Advertisement

Car-Pool Lane Article Didn’t Tell Entire Story

Share

* The story that wasn’t reported about the abandonment of the Sepulveda Pass evening rush-hour reverse lane seems more fascinating than what was told (July 15).

The reported facts are that three employees in two trucks are employed to put down the traffic diverting cones by 3 p.m. and remove them at 7 p.m. One is paid $31,000. The other salaries and related expenses totaling the rest of the reported $267,000 cost are not stated.
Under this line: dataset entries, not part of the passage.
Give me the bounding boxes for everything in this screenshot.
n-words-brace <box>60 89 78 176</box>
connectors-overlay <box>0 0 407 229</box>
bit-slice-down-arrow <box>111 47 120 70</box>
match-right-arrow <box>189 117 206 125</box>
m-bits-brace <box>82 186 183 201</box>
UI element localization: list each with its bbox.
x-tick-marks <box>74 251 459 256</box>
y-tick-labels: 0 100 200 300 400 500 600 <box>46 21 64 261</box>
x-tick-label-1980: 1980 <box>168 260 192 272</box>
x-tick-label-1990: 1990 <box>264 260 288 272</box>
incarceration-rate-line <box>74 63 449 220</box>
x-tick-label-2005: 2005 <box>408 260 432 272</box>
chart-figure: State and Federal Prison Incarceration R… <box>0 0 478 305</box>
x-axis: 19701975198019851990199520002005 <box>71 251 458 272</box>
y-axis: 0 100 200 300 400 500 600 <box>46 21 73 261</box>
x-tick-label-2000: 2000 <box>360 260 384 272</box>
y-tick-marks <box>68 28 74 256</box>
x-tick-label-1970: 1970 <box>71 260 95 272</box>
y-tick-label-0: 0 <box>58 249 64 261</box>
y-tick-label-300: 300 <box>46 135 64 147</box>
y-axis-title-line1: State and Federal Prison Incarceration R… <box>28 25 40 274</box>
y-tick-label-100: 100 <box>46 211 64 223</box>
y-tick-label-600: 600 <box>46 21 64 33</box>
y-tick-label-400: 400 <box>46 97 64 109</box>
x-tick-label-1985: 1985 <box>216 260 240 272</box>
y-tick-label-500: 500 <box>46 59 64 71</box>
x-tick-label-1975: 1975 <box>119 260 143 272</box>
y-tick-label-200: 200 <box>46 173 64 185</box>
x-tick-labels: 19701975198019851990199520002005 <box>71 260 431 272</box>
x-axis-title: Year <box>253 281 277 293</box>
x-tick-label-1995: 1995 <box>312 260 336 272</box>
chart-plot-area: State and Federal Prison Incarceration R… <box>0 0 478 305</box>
The story I’d like to read would explain how the city claims that part-time work by three people, who undoubtedly have other labor during the six or so hours not used in this task (which utilizes a couple of hundred long-lasting rubber cones), costs the public over a quarter of a million dollars each year.

Advertisement

It leads one to wonder what other services are being sold with this sort of accounting.

EDWARD B. RASCH

Los Angeles

* That car-pool lane was not set up every weekday between 3 and 7 p.m., as your article states.

My car pool could not depend on its being available, so we did not depend on using it every day. We sighed with relief if the lane was set up on the days that we decided to “try Sepulveda.”

If the city Transportation Department wants car-poolers to take advantage of car-pool lanes, those lanes had better be available every day.